BOOKS IN THE MCL:  SUBWAY ART. Martha Cooper & Henry Chalfant. 1984.

Martha Cooper was the first female staff photographer for the New York Post, capturing everyday situations on the streets of the metropolis for the daily newspaper since the mid-1970s. In 1979, while photographing children playing in the Bronx, she noticed a young boy with a sketchbook. It is HE3, a graffiti writer, who willingly lets her photograph him in front of one of his works. When he offers to introduce her to DONDI, a big name in the scene, she gained access to the graffiti world, which is rather closed off to the outside world.

In the months that followed, Cooper obtained an insight into the scene, met countless writers and captured hundreds of the colorfully painted subways on film. This is also how she gets to know Henry Chalfant, who also documents the works of the young artists as an outsider and has the best contacts in the scene. Unlike her colleague, who photographs the spray-painted pieces standing as frontally in relation to them as possible on the station platform, Martha Cooper tries to capture the trains in their urban context. Together they plan to compile the photographs of this unique phenomenon and publish them in a book: ART TRANSIT.

However, since no American publisher was willing to publish the book, it was not until 1982, at the Frankfurt Book Fair, that the two photographers found a publisher, Thames & Hudson, who took on the project. Two years later their work was published as SUBWAY ART and became the first illustrated book dedicated to the painted subways in New York. Together with the films Style Wars (1983), Wild Style! (1983) and Beat Street (1984), the book and thus graffiti reached an international audience for the first time.

Young people all over the world thus begin in the mid-1980s to create made-up names as Pieces after the New York model and to paint them on walls and trains.

SUBWAY ART is not only documentation, but also serves as an instruction and shapes the archetype of a graffiti piece to this day. Martha Cooper’s and Henry Chalfant’s book is considered a bible for writers worldwide.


Activity: Give the whole listing below once more, exactly, without pictures.

• • • •

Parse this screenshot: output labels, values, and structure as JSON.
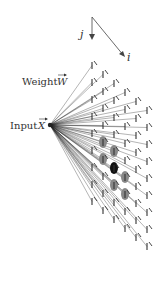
{
  "labels": {
    "axis_j": "j",
    "axis_i": "i",
    "weight": "Weight",
    "weight_symbol": "W",
    "input": "Input",
    "input_symbol": "X"
  },
  "colors": {
    "line": "#222222",
    "dash": "#333333",
    "winner": "#111111",
    "neighbor": "#888888",
    "text": "#333333"
  },
  "lattice": {
    "columns": 6,
    "rows": 9,
    "origin": [
      92,
      62
    ],
    "col_step": [
      11,
      9
    ],
    "row_step": [
      0,
      17
    ],
    "dash_length": 7,
    "winner": [
      2,
      5
    ],
    "neighbors": [
      [
        2,
        4
      ],
      [
        1,
        5
      ],
      [
        3,
        5
      ],
      [
        2,
        6
      ],
      [
        1,
        4
      ],
      [
        3,
        6
      ]
    ]
  },
  "input_point": [
    50,
    125
  ]
}
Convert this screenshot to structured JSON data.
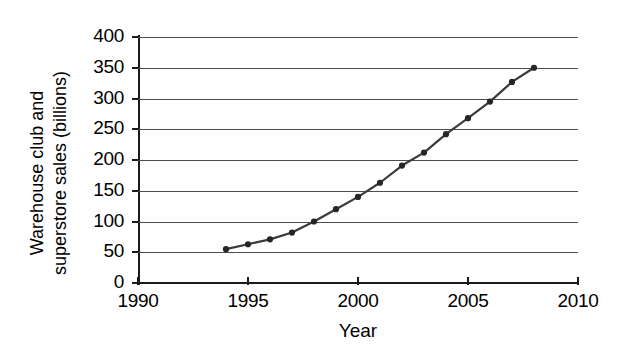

• • • •

Written solution:
Parse this screenshot: output labels, values, and structure as JSON.
{
  "labels": {
    "axis_j": "j",
    "axis_i": "i",
    "weight": "Weight",
    "weight_symbol": "W",
    "input": "Input",
    "input_symbol": "X"
  },
  "colors": {
    "line": "#222222",
    "dash": "#333333",
    "winner": "#111111",
    "neighbor": "#888888",
    "text": "#333333"
  },
  "lattice": {
    "columns": 6,
    "rows": 9,
    "origin": [
      92,
      62
    ],
    "col_step": [
      11,
      9
    ],
    "row_step": [
      0,
      17
    ],
    "dash_length": 7,
    "winner": [
      2,
      5
    ],
    "neighbors": [
      [
        2,
        4
      ],
      [
        1,
        5
      ],
      [
        3,
        5
      ],
      [
        2,
        6
      ],
      [
        1,
        4
      ],
      [
        3,
        6
      ]
    ]
  },
  "input_point": [
    50,
    125
  ]
}
Convert this screenshot to structured JSON data.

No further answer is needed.